I used to be a runner.
When I was 17 and my only concerns were passing Algebra, gathering up the nerve to talk to the pretty girls in my class, and debating the merits of Mötley Crüe versus Def Leppard, I used to effortlessly run three to five miles a day.
I wasn’t particularly good at it. Trying to get in shape for basketball was the reason I even thought about going out for the cross-country team. I’d never run a mile before in my life and then I just never stopped for eight years.
I didn’t make the basketball team which, in retrospect, was a good thing because I knew I wasn’t good enough. However, my identity was folded into being an athlete of some kind and if football, basketball, and baseball weren’t in the cards, maybe track could be.
Cross-country and track. Today it seems like a lifetime ago that I was in the prime of my athletic self. I look at pictures of me at that time and two things stick out… all the hair I had and how like a coiled spring my body was. I took it all for granted, of course.

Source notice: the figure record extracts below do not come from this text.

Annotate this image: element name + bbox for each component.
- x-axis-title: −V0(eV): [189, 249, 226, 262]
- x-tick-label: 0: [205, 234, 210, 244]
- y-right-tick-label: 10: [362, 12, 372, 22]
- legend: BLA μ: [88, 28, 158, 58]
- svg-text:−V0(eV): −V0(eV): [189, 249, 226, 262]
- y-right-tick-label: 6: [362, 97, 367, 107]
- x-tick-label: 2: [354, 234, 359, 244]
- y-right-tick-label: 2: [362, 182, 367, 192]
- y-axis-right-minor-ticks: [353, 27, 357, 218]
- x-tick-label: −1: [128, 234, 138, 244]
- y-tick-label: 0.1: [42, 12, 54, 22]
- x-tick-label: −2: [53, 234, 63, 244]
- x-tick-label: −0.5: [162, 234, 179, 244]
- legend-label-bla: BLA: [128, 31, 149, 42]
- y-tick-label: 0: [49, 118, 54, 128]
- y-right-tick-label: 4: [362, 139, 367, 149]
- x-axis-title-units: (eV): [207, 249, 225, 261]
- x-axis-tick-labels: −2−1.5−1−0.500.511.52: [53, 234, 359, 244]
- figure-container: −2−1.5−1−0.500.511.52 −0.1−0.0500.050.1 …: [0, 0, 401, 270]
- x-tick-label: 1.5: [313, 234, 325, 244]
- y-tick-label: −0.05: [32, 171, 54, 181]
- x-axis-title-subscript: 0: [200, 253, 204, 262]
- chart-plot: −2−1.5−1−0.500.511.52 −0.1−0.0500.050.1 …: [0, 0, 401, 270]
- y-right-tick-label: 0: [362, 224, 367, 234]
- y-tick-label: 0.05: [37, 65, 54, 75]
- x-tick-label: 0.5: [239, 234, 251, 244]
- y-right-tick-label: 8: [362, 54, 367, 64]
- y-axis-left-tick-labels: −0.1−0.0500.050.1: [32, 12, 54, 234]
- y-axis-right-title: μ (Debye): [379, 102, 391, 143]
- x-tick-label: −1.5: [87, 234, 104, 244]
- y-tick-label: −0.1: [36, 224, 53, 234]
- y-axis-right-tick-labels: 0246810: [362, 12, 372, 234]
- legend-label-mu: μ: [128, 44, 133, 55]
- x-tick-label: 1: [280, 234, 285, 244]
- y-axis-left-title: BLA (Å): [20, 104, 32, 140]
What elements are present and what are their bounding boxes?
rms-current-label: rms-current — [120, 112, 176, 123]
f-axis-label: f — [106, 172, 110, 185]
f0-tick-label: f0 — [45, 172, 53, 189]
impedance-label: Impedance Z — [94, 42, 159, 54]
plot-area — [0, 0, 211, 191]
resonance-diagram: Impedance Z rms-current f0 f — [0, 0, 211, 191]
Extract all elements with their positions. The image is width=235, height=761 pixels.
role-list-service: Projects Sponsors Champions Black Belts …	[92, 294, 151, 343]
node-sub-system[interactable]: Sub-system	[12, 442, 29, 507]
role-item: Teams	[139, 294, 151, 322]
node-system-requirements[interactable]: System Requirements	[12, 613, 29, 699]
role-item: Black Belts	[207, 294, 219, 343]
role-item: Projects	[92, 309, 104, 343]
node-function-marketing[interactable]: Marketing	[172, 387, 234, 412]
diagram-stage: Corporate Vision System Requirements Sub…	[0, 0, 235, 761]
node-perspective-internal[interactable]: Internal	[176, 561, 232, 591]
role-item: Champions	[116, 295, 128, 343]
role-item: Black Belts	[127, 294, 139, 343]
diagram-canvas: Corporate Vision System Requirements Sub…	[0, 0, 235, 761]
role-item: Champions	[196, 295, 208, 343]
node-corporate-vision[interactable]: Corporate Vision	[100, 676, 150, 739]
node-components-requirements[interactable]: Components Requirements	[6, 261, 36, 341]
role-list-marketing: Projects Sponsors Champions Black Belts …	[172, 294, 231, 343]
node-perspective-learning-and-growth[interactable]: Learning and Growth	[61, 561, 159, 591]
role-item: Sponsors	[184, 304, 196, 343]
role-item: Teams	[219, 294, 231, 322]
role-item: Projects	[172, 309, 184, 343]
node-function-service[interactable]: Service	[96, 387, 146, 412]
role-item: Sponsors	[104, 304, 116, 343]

If I could go back to my 18-year-old self and tell him one thing it would be to never stop running. Always run. Always stay in shape. Run for fun. Run for the hundreds of health-related pluses you get from running. Just run.
I didn’t.
And then I got old.
Is 50 old? I have no idea. My father is in his 70s and I forget that all the time because he rarely acts his age. I hope I never act my age.
But I am 50 and with it all the aches and pains of 30 or so years of not running.
I ran for eight years. Four in high school and four in college. I never loved it. And then the ravages of time patiently took my self-identifying athlete persona and changed it into a self-identifying supporter of athletics. “If you can’t be an athlete, be an athletic supporter” goes the joke in Grease.
I’d really like to run again. Everyone around me says it’s a bad idea. Maybe it is. Could I actually use the Couch to 5K app and make it happen? I don’t know. I worry about hurting myself and injuring my already weak knees and ankles.
Still, the studies show running makes you live longer. If that doesn’t get you off the couch what will? A medical condition? A family history of heart disease? The desire to be there to walk your daughter down the aisle and see grandkids and enjoy life a bit more?
I’d love to hear stories of how Couch to 5K worked or didn’t work for you. Any other ideas? Am I going to hurt myself? Let me know.